··· Material for the task

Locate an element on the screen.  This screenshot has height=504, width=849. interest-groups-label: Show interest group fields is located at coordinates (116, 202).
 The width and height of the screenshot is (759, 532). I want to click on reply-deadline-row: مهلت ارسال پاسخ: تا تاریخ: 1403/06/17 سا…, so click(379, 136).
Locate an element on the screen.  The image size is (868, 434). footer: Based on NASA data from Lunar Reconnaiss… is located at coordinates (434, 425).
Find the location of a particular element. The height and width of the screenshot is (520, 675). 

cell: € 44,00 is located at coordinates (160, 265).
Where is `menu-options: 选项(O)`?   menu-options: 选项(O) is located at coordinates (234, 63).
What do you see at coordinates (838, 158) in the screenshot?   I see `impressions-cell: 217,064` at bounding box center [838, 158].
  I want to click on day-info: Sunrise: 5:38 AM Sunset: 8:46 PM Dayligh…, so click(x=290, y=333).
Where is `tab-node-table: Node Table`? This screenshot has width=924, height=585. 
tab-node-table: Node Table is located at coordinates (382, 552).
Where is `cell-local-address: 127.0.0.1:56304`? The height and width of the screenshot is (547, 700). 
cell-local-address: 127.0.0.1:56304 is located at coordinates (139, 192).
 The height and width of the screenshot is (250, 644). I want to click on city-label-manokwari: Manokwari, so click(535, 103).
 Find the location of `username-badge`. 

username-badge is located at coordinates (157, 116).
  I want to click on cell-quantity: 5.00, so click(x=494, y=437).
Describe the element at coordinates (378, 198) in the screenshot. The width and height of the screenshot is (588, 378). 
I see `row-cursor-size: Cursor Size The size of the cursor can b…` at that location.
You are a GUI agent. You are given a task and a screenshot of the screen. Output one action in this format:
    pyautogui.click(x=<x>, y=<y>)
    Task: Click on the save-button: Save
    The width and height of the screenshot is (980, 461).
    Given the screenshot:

······

◆ **Exercise prompt**:
Nothing but the lines from the one with "pyautogui.click(x=<x>, y=<y>)" through the final line of the records may appear in the answer, and each must be transcribed exactly.

◆ **Written answer**:
    pyautogui.click(x=<x>, y=<y>)
    Task: Click on the save-button: Save
    The width and height of the screenshot is (980, 461).
    Given the screenshot:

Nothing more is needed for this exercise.